The reports of these soil surveys, with the maps accompanying them, have constantly in- creased in usefulness and Interest to the gen- eral public. They are of especial value to intending purchasers of farm lands, to schools and to persons engaged In agricultural and kindred pursuits; and as agriculture be- comes more efficient and more specialized, soil surveys will acquire more and more im- portance.
REFERENCES .- Code, 1907, sec. 76-79; General Acts, 1907, pp. 587-588; State Agricultural Dept., Bulletin, ser. 27, pp. 358, 367; U. S. Dept. of Agriculture, Bureau of Soil Surveys, List of Soil Surveys, Nov. 1, 1915; Smith and McCalley, Inder to mineral resources of Alabama (Geol. Survey of Ala., Bulletin 9, 1904), pp. 74-79; W. G. Smith, "United States soil surveys," in Ala. State Hort. Soc., Proceedings, 1906, pp. 20-28, and "Soils," Ibid, 1908, pp. 46-60; C. H. Billingsley, "The soil survey as related to truck growing," Ibid, 1910, pp. 181-185; Duggar, "Solls of Alabama and their adaptations to crops," In Alabama's new era (Dept. of Immigration, Bul- letin, vol. 1, 1911), pp. 39-47.

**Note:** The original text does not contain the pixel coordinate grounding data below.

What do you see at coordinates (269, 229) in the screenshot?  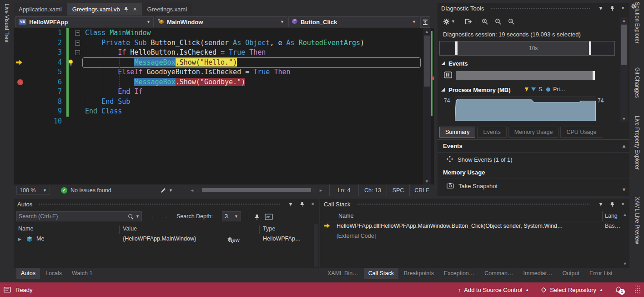 I see `column-type: Type` at bounding box center [269, 229].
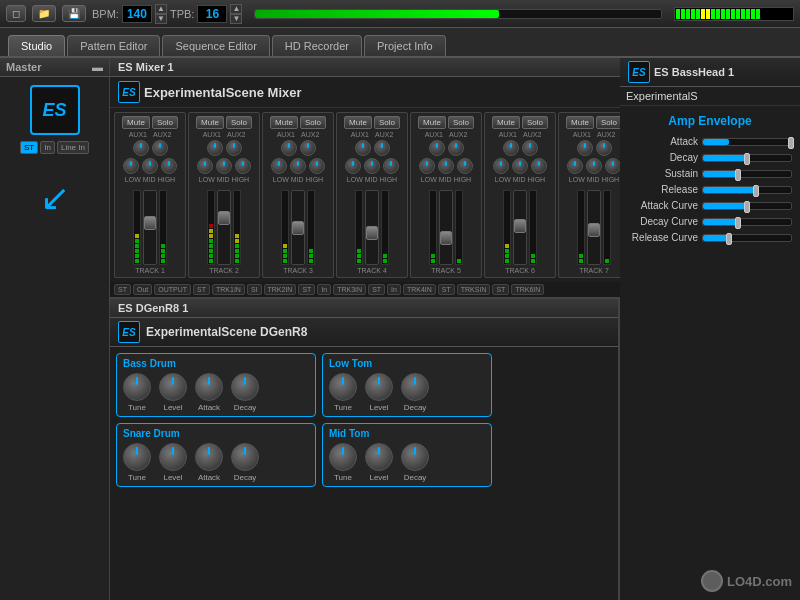 Image resolution: width=800 pixels, height=600 pixels. What do you see at coordinates (474, 290) in the screenshot?
I see `route-trksin: TRKSIN` at bounding box center [474, 290].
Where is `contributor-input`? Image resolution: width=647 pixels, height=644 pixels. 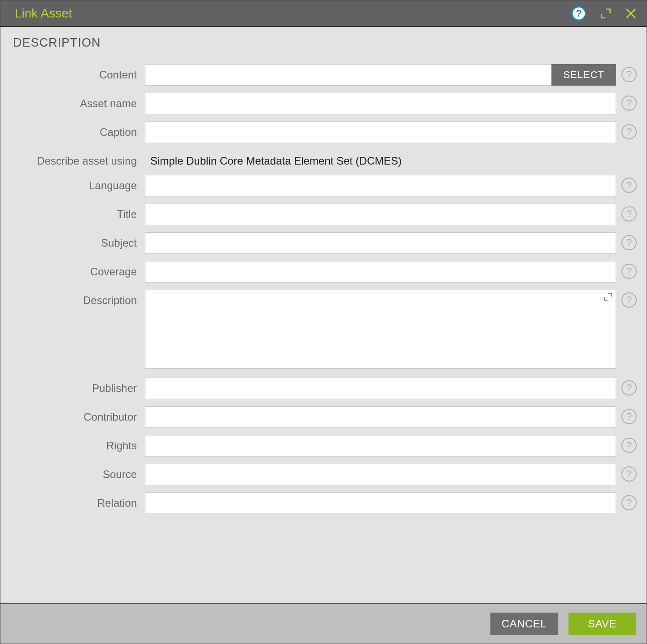
contributor-input is located at coordinates (380, 417).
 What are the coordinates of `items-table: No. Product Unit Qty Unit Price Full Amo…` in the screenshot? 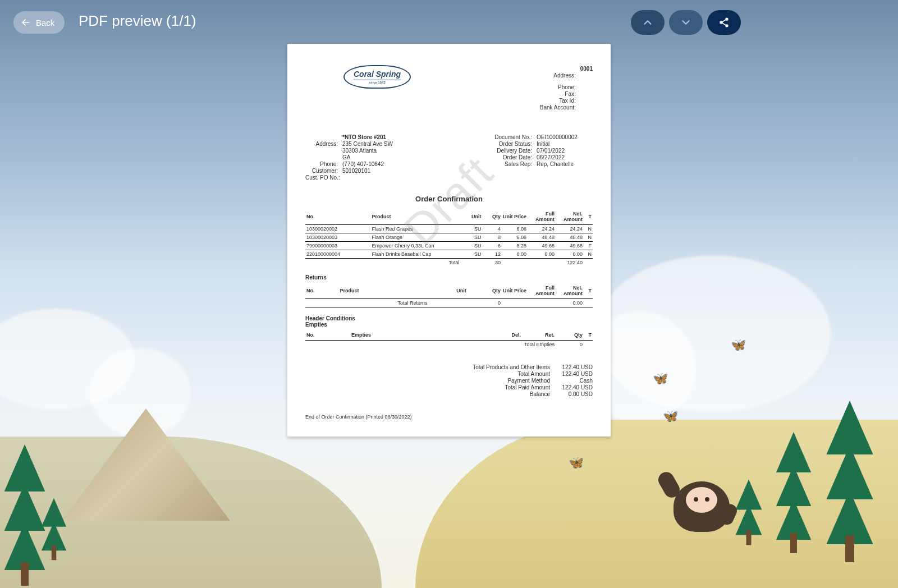 It's located at (449, 238).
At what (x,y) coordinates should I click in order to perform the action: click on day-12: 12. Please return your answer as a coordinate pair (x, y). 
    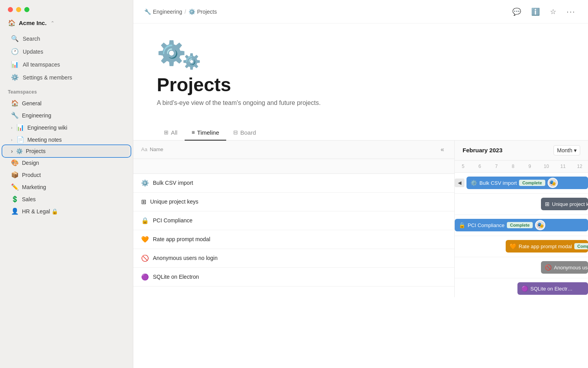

SONG, THE STATE. See Alabama-State Song.
SONS OF CONFEDERATE VETERANS, THE ALABAMA.
Organization .- The United Sons of Con- federate Veterans was organized at Rich- mond, Va., June 30, 1896. Its constituent bodies are Departments, Division, Brigades and Camps. The first camp in Alabama to affiliate with the Confederation was Camp John Pelham No. 16, of Auburn, organized with sixty-two members, Nov. 7, 1896. From this date the Division may be said to date its existence. On Aug. 10, 1897, Dr. Patrick H. Mell, of Auburn, was appointed Com- mander of the Division. On Oct. 12, 1898, Thomas M. Owen, then of Carrollton, was appointed to succeed him, and he in turn was succeeded by Warwick H. Payne, of Scotts- boro, Sept. 9, 1901. On Nov. 13, 1901, the first Division reunion convention was held in the city of Montgomery, at which time a constitution was adopted and formal organi- zation effected. At the reunion in Mobile, Nov. 15, 1905, the Division was subdivided into five brigades. Reunions have been held as follows: Montgomery, Nov. 13, 1901; Montgomery, Nov. 12, 1902; Birmingham, Nov. 4, 1903; and Mobile, Nov. 15, 1904. In 1905 the reunion was called for Hunts- ville, but was not held owing to the preva- lence of yellow fever on the gulf coast.